Can I do a tls proxy without anyone being aware of it?

612    Asked by ananyaPawar in Cyber Security , Asked on Oct 19, 2022

Is it possible to do TLS through proxy without anyone noticing?  How?  My curiosity aided me in doing a thorough internet research, after which I got to know that - A TLS proxy is used in secure connections to allow for additional networking services while protecting against denial-of-service attacks. TLS (Transport Layer Security) provides encryption and authenticity of communication over the Internet. It started out for secure online e-commerce transactions and has quickly become the defacto security protocol. TLS proxies are becoming more prominent than older SSL (Secure Socket Layer) proxies when it comes to handling incoming TLS connections.

Answered by Amit raj

Since version 1.1, HTTP supports a special method, CONNECT. This sets up the TLS tunnel through the proxy, even though your computer only directly connects to the TLS proxy. HTTPS knows how to tunnel the TLS handshake even through the proxy.

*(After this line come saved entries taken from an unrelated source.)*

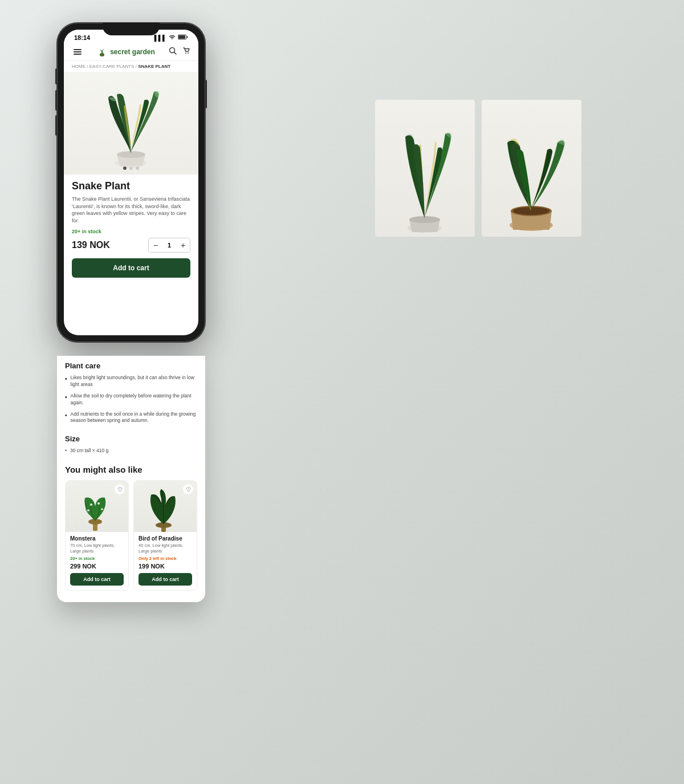 The width and height of the screenshot is (684, 784). What do you see at coordinates (131, 418) in the screenshot?
I see `care-item-3: • Add nutrients to the soil once in a wh…` at bounding box center [131, 418].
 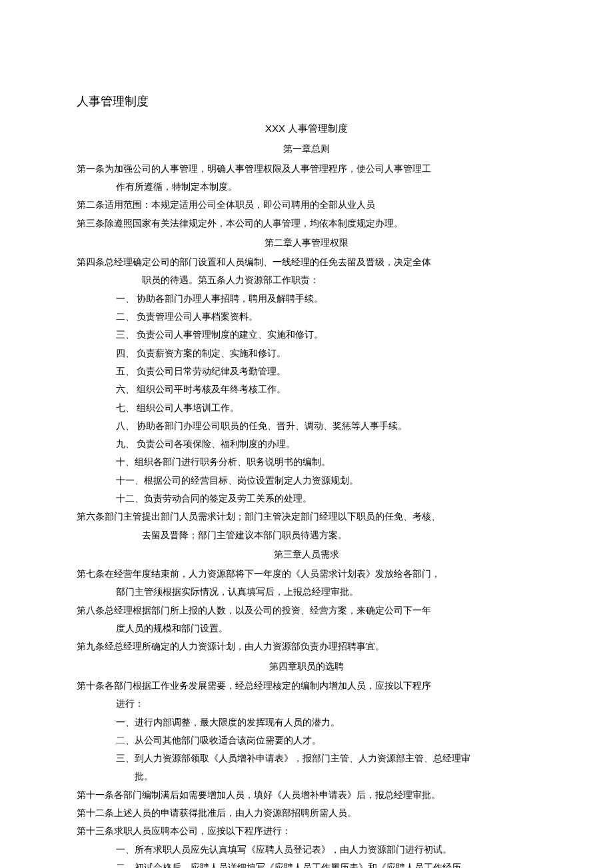 What do you see at coordinates (306, 722) in the screenshot?
I see `article-10-item1: 一、进行内部调整，最大限度的发挥现有人员的潜力。` at bounding box center [306, 722].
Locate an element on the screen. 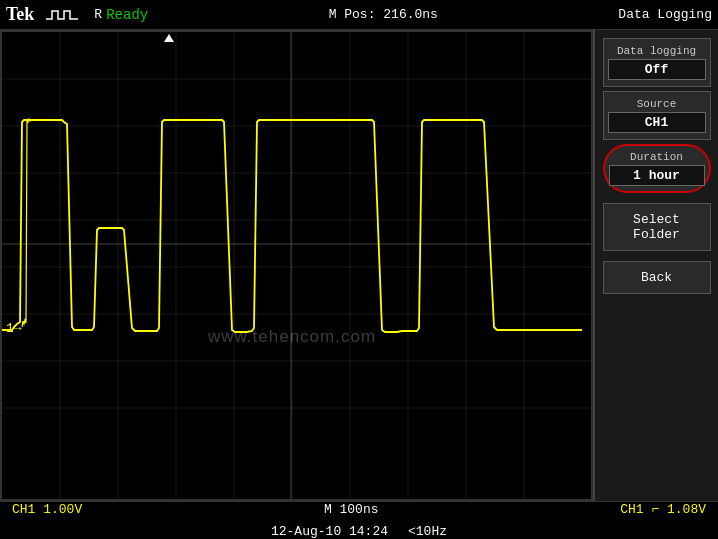  data-logging-value: Off is located at coordinates (657, 70).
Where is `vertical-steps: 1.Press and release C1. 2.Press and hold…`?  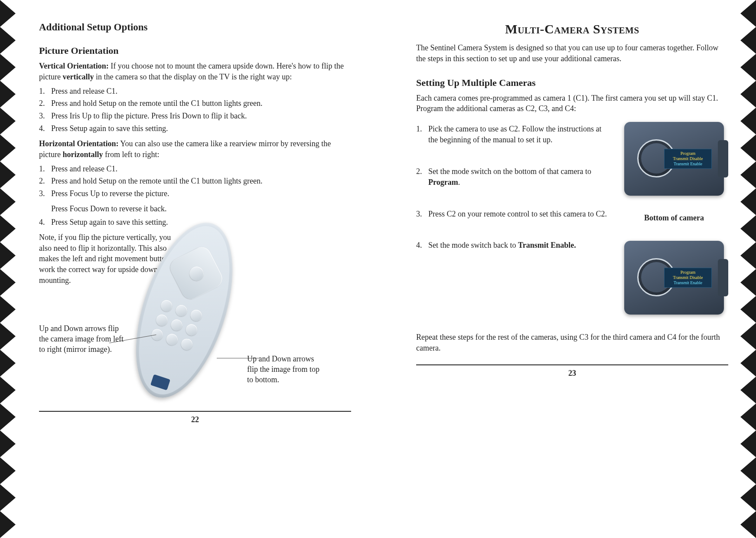
vertical-steps: 1.Press and release C1. 2.Press and hold… is located at coordinates (195, 110).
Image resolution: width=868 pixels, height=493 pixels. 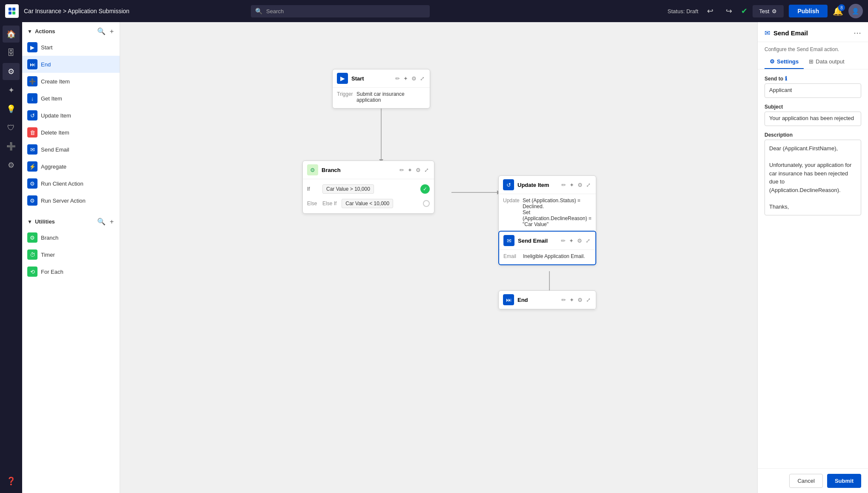 I want to click on rail-home: 🏠, so click(x=11, y=34).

See Wikipedia: The CONNECT method converts the request connection to a transparent TCP/IP tunnel, usually to facilitate SSL-encrypted communication (HTTPS) through an unencrypted HTTP proxy.

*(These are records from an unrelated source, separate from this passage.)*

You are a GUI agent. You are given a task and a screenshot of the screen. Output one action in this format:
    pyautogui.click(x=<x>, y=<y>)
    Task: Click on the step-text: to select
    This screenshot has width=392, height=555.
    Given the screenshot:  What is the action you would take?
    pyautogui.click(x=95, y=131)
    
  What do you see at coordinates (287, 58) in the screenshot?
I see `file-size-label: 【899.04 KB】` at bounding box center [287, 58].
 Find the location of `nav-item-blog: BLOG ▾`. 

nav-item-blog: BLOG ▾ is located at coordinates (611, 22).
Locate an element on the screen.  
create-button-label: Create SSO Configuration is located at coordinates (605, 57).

Even more details here: A variation of HTTP tunneling when behind an HTTP Proxy Server is to use the "CONNECT" HTTP method. In this mechanism, the client asks an HTTP Proxy server to forward the TCP connection to the desired destination. The server then proceeds to make the connection on behalf of the client. Once the connection has been established by the server, the Proxy server continues to proxy the TCP stream to and from the client. Note that only the initial connection request is HTTP - after that, the server simply proxies the established TCP connection. This mechanism is how a client behind an HTTP proxy can access websites using SSL (i.e. HTTPS).

But note this caveat: Not all HTTP Proxy Servers support this feature, and even those that do, may limit the behaviour (for example only allowing connections to the default HTTPS port 443, or blocking traffic which doesn't appear to be SSL).